1. Introduction
Recently, customers require increasingly better quality for hotrolled strip products, such as automotive companies expect to gain an advantage from thinner but still very strong types of steel sheeting which makes their vehicles more efficient and more environmentally compatible. In addition to the alloying elements, the cooling section is crucial for the quality of products [1]. Hot-rolled strip laminar cooling process (HSLC) is used to cool a strip from an initial temperature of roughly 820–920 C down to a coiling temperature of roughly 400–680 C, according to the steel grade and geometry. The mechanical properties of the corresponding strip are determined by the time–temperature-course (or cooling curve) when strip is cooled down on the run-out table [1,2]. The preciseand highly flexible control of the cooling curve in the cooling section is therefore extremely important.
Most of the control methods (e.g. Smith predictor control [3],element tracking control [4], self-learning strategy [6] and adaptive control [5]) pursue the precision of coiling temperature and care less about the evolution of strip temperature. In these methods, the control problem is simplified so greatly that only the coiling temperature is controlled by the closed-loop part of the controller. However, it is necessary to regulate the whole evolution procedure of striptemperature if better properties of strip are required. This is a nonlinear, large-scale, MIMO, parameter distributed complicated system. Therefore, the problem is how to control the whole HSLC process online precisely with the size of
HSLC process and the computational efforts required.
Model predictive control (MPC) is widely recognized as a practical control technology with high performance, where a control action sequence is obtained by solving, at each sampling instant, a finite horizon open-loop receding optimization problem and the first control action is applied to the process [7]. An attractive attribute of MPC technology is its ability to systematically account for process constraints. It has been successfully applied to many various linear [7–12], nonlinear [13–17] systems in the process industries and is becoming more widespread [7,10]. For large-scale and relatively fast systems, however, the on-line implementation of centralized MPC is impractical due to its excessive on-line computation demand. With the development of DCS, the field-bus technology and the communication network, centralized MPC has been gradually replaced by decentralized or distributed MPC in large-scale systems [21,22] and [24]. DMPC accounts for the interactions among subsystems. Each subsystem-based MPC in DMPC, in addition to determining the optimal current response, also generates a prediction of future subsystem behaviour. By suitably leveraging this prediction of future subsystem behaviour, the various subsystem-based MPCs can be integrated and therefore the overall system performance is improved. Thus the DMPC is a good method to control HSLC.
Some DMPC formulations are available in the literatures [18–25]. Among them, the methods described in [18,19] are proposed for a set of decoupled subsystems, and the methoddescribed in [18] is extended in [20] recently, which handles systems with weakly interacting subsystem dynamics. For arge-scale linear time-invariant (LTI) systems, a DMPC scheme is proposed in [21]. In the procedure of optimization of each subsystem-based MPC in this method, the states of other subsystems are approximated to the prediction of previous instant. To enhance the efficiency of DMPC solution, Li et al. developed an iterative algorithm for DMPC based on Nash optimality for large-scale LTI processes in [22]. The whole system will arrive at Nash equilibrium if the convergent condition of the algorithm is satisfied. Also, in [23], a DMPC method with guaranteed feasibility properties is presented. This method allows the practitioner to terminate the distributed MPC algorithm at the end of the sampling interval, even if convergence is not attained. However, as pointed out by the authors of [22–25], the performance of the DMPC framework is, in most cases, different from that of centralized MPC. In order to guarantee performance improvement and the appropriate communication burden among subsystems, an extended scheme based on a so called ‘‘neighbourhood optimization” is proposed in [24], in which the optimization objective of each subsystem-based MPC considers not only the performance of the local subsystem, but also those of its neighbours.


◆ **WHAT YOU ARE ASKED TO DO**:
State how many lines of the data contain the word "elevation", and write nothing besides the number.

◆ **SUPPLIED MATERIAL**:
____

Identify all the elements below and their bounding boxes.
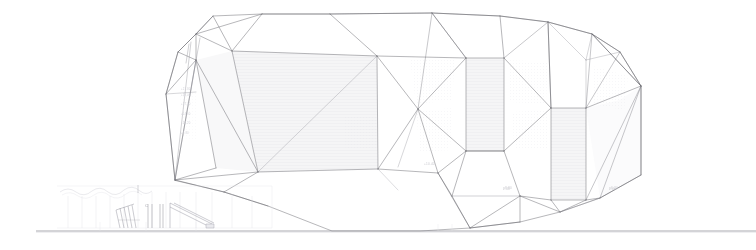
annotation-panel-a: +8.80 2.40 [503, 186, 510, 190]
annotation-left-1: +19.40 [181, 94, 191, 97]
annotation-left-column: +21.80 +19.40 +17.00 +14.60 +12.20 +9.80 [181, 88, 191, 105]
site-elevation-ghost [57, 185, 272, 228]
elevation-drawing [0, 0, 756, 250]
ground-tick-marks [100, 222, 452, 231]
annotation-panel-a-1: 2.40 [503, 187, 510, 191]
ghost-stair-block [116, 204, 140, 228]
ghost-ramp [170, 203, 214, 228]
annotation-left-0: +21.80 [181, 88, 191, 91]
annotation-left-5: +9.80 [181, 132, 191, 135]
annotation-panel-b-1: 2.40 [609, 187, 616, 191]
annotation-panel-b: +6.20 2.40 [609, 186, 616, 190]
site-label-c: C [145, 203, 148, 208]
ground-line-group [36, 231, 756, 232]
annotation-left-3: +14.60 [181, 113, 191, 116]
ghost-frame [57, 186, 272, 228]
annotation-left-2: +17.00 [181, 103, 191, 106]
panel-tower-b [551, 108, 586, 200]
drawing-sheet: +10.40 +21.80 +19.40 +17.00 +14.60 +12.2… [0, 0, 756, 250]
annotation-left-4: +12.20 [181, 122, 191, 125]
panel-tower-a [466, 58, 504, 151]
annotation-center-tag: +10.40 [424, 162, 435, 166]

____

◆ **RESULT BELOW**:
2